Thursday 20 May 2010

Yesterday I saw an astounding piece of theatre. It was during a rehearsal for our next opera. I hadn't seen this particular aria performed before, and as I had nothing to sing for a while after this aria, wandered into the auditorium to watch/listen (there really should be a verb for opera-lovers combining those activities!).

One of my personal bugbears with regard to modern opera productions is the loss of "theatre magic". Everything is upfront. And in pyjamas. There is no mystique; and the very notion of asking the audience to suspend disbelief for a while and bathe in something rich and strange is unthinkable. I really think that this mindset has thrown the baby out with the bathwater and disagree to the very core of my being. We have MORE possibilities now, for goodness' sake, with video and lighting and computerised props and... oh, don't get me started. So when, occasionally, something utilises the thrill of the theatre, I applaud loudly.

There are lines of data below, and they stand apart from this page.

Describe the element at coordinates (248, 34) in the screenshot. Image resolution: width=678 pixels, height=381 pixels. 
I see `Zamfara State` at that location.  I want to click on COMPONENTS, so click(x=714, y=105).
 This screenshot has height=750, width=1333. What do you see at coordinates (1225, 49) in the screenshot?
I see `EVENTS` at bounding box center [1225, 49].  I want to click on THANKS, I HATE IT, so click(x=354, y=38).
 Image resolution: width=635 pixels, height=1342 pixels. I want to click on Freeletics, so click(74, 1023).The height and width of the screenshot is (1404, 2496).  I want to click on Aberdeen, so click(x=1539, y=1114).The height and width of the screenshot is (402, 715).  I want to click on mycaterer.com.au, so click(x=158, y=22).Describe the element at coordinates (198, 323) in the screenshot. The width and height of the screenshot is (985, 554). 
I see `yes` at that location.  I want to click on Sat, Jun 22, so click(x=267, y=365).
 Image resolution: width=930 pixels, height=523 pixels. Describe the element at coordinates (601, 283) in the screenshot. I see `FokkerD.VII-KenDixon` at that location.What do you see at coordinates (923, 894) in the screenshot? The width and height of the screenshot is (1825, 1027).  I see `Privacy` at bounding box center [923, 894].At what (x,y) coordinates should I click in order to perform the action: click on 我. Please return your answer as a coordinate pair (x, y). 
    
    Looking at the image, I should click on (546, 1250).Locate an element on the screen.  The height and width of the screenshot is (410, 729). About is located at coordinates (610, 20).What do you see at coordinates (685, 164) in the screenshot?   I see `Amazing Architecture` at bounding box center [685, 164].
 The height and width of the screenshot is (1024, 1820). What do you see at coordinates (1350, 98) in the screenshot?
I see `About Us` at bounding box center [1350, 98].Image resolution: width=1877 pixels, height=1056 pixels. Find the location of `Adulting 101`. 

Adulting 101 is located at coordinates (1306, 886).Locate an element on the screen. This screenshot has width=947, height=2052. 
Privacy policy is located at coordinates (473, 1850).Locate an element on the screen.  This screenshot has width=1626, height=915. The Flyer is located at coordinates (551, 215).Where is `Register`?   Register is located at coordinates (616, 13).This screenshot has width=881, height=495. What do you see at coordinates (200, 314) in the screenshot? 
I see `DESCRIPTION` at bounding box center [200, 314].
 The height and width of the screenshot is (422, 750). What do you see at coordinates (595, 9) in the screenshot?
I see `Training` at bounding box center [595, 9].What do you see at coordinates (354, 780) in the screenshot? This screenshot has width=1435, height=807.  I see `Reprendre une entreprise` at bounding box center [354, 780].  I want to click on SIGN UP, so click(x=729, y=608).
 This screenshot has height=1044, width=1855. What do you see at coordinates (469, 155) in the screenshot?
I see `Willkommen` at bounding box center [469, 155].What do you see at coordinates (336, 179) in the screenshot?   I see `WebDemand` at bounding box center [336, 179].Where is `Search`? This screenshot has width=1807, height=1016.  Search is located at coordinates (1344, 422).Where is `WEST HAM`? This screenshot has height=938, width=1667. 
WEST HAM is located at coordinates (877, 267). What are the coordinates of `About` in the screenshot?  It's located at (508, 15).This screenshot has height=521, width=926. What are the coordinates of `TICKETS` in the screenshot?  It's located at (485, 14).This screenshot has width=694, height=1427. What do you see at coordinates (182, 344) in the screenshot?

And this was really something. It made me laugh, hold my breath, and cry; sometimes two of those at once. Without wishing to give any production secrets away, it involved a ventriloquist's puppet, and the entire concept gave a real poignancy to the aria whilst staying entirely in keeping with the words that are actually sung. I really cannot praise highly enough either the wonderful singer, or the superb director who thought of this and somehow coaxed such subtleties out of him.

THIS is the lifeblood of opera, and how to keep it alive for the future. We need to take the best of the past and blast it with a barrage of modern possibilities, but keep only that which ENTHRALLS us all. I think a lot of productions have forgotten the bit about enthralling the audience. Fine, make them (us) think, but if all we think is, hmm, that was a bit bland, then we're all lost. A (fairly) recent example I'm fond of boring listeners with is the mask given to the incomparable John Tomlinson in the Royal Opera House's production of Birtwistle's The Minotaur. As the half-bull, half-man Minotaur, he could sing when dreaming and human, but only roar (in a weirdly specific way according to the score!) when taurine. This dichotomy was underlined marvellously via his headgear (a little too overwhelming to term a mask). Fashioned from a simple wire armature with overlapping layers of gauze, it really can't have broken the budget of the Royal Opera House (even given the obvious need to make a few in case the singer trips over his own feet or falls into the orchestra pit); yet given the right lighting, it changed him in an instant from man to beast, and was terrifyingly effective.

Yes, of course we need glorious, heart-rending, soul-baring singing. But such stuff as we have at our disposal as theatre creatures should be used, rather than cast aside as no longer relevant to our profession.

Long live the magic of the theatre. And I can't say just how glad I am that I have firstly a director who is willing to use it, and secondly colleagues who are happy to put their huge talents towards creating such fabulous spells.